The Biden administration needs to take children’s health more seriously

A recent study published in the Journal of the American Medical Association (JAMA) suggests COVID-19 is not the only disease threatening our children’s health. The authors found that childhood overweight and obesity rates rose dramatically over the course of the pandemic in a select population of children. The study tracked core health indicators among nearly 200,000 kids in Southern California throughout the pandemic and found that rates of overweight and obesity rose from roughly 36 percent to 46 percent for 5–11-year-olds.

As Dr. David Katz, former director of the Yale-Griffin Prevention Research Center, noted in an interview about the study, “We have abundant reason to be engaged in efforts to promote the benefits of good health, including healthy weight.”
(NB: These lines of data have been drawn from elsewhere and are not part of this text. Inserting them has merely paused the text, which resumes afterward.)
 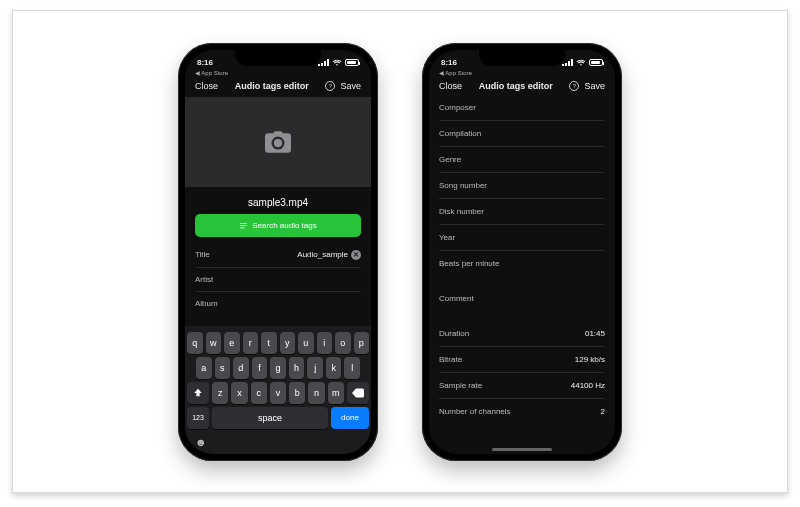 What do you see at coordinates (278, 280) in the screenshot?
I see `field-artist: Artist` at bounding box center [278, 280].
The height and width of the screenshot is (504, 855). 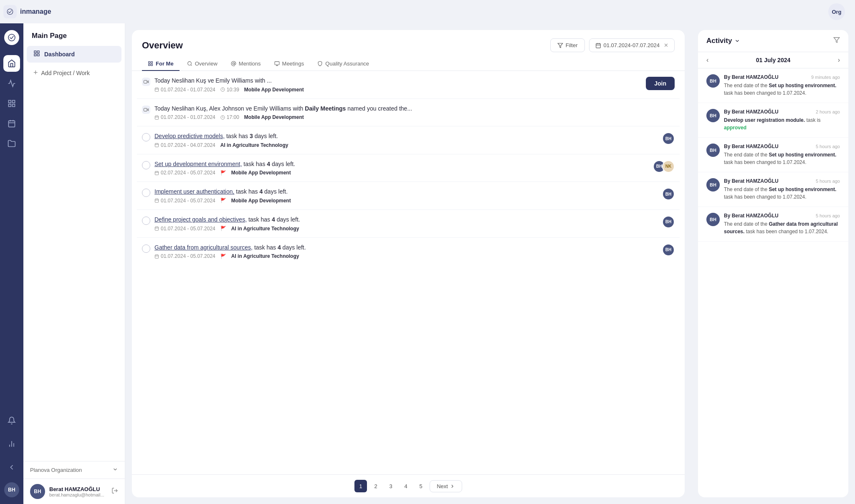 What do you see at coordinates (839, 60) in the screenshot?
I see `next-date-button: ›` at bounding box center [839, 60].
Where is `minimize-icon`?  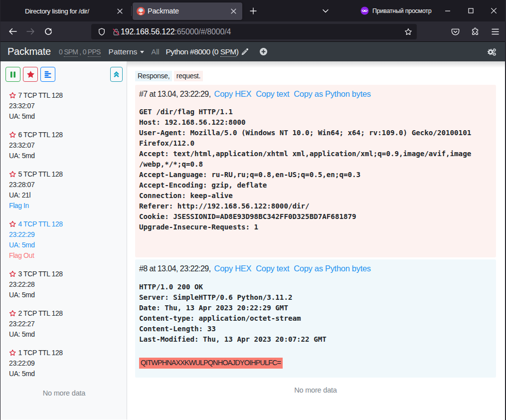 minimize-icon is located at coordinates (448, 11).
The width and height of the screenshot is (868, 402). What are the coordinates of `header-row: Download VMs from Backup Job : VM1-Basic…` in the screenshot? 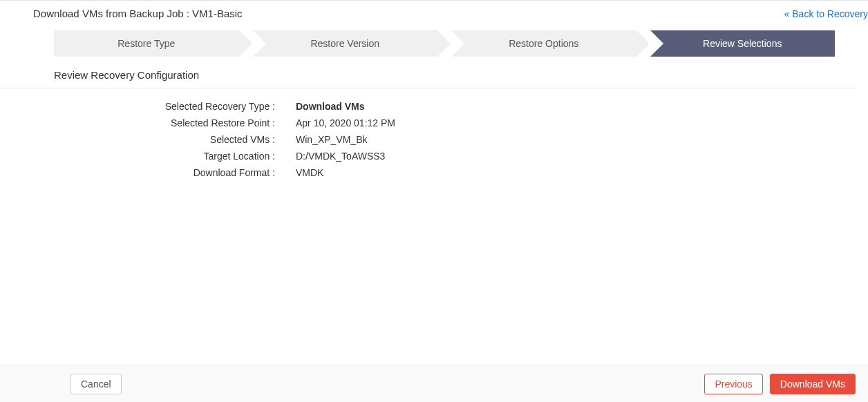 It's located at (434, 12).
Regrettably, the Biden administration could be making matters worse. Last month, President Biden’s Department of Agriculture (USDA) enacted a historic increase in Supplemental Nutrition Assistance Program (SNAP) benefits by updating the “Thrifty Food Plan.” Prepared by the USDA, this plan is supposed to represent the cost of a “nutritious, practical, cost-effective diet prepared at home for a family of four” and it is used to set SNAP benefit levels. The USDA used a routine reevaluation of the plan to conclude that Americans need more calories in their diets, giving SNAP households 20 percent more money to buy food in the process.

Given the overweight and obesity situation in this country, the decisions by the USDA are scientifically suspect. The figure below highlights a few of the major changes to the Thrifty Food Plan’s “basket of goods” for children age 6–8 between 2006 (when the plan was last updated) and the 2021 update. Similar changes appear for children of other age groups, and close examination reveals some highly questionable decisions.
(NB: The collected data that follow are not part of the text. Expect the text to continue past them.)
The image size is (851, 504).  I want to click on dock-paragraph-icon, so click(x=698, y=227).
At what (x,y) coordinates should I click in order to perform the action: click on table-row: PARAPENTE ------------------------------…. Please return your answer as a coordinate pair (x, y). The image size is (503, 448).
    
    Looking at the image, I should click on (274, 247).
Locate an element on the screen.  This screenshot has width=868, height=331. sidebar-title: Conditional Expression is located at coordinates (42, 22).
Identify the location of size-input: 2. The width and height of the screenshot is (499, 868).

Take vegetables, for example. The update includes a nearly two-pound increase in vegetable consumption for kids age 6–8 per week. But the bump in vegetables is largely driven by a 1.7 pound per week increase in a nutritional category mostly comprised of potatoes (referred to as “potato products” in 2006 and “starchy vegetables” in 2021). The 2021 plan does not offer justification for this change, nor does it address the reason for a decrease in dark-green vegetables. Undoubtedly, potatoes are cheaper and more calorie dense than leafy vegetables. Potatoes also have a robust industry lobby, which has involved itself in federal food policy before.

The protein allocation in the plan raises similar questions.
The 2021 update slashed non-poultry meat by nearly two-thirds, quadrupled
poultry, and more than doubled seafood and eggs in the recommended “basket” for
children ages 6–8. For justification, the plan simply stated:

“The total protein foods
recommendation has not changed since the Thrifty Food Plan, 2006 was published;
however, the inclusion of seafood as a protein foods subgroup recommendation
results in a redistribution of other protein foods.”
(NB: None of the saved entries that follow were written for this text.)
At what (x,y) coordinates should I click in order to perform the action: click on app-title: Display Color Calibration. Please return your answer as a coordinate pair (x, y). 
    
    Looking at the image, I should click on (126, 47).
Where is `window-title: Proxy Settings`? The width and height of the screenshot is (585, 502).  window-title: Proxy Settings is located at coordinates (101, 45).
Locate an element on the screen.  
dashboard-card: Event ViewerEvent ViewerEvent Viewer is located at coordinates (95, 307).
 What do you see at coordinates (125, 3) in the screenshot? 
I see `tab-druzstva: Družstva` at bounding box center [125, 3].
Perhaps the most concerning aspect to the updated Thrifty Food Plan, however, is that it anticipates an “increase of about 600 calories per day” for a family of four “(200 calories each for the children and for the adult male),” to “reflect current realities.” While it may be true that Americans are eating more calories than they were in 2006, research shows that children already consume too many calories. Moreover, the last time SNAP benefit amounts increased (i.e., the 2009 stimulus package), SNAP households were actually less likely to improve their diet than comparable non-SNAP households.

The main flaw, though, is that the Thrifty Food Plan is completely untethered from the foods that families enrolled in SNAP actually purchase. For example, SNAP recipients spend a far greater share of their food budget on “sweetened drinks, desserts, salty snacks, candy, and sugar” than the plan affords. It is reasonable to conclude that higher SNAP benefits will mean more spending on these products, which are main contributors to obesity, because nothing in the program prevents it.

Proponents of larger SNAP benefits have long suggested more money will translate to healthier diets. But childhood obesity rose between 2000 and 2019, even as the SNAP program tripled in budget. And we now know that childhood obesity skyrocketed in 2020, even as families received the largest increase in SNAP benefits in history — about 60 percent on average during the pandemic. In the end, obesity and its negative health implications affect a substantially larger share of children than hunger (in fact, only 0.6 percent of households with children report reduced food intake among a child due to affordability problems), making obesity the public health crisis of our generation, not childhood hunger.

Further increasing SNAP benefits without addressing the types of foods households actually purchase is not a nutritional strategy. Let’s hope that President Biden’s USDA starts to take the problem of childhood obesity and poor health more seriously.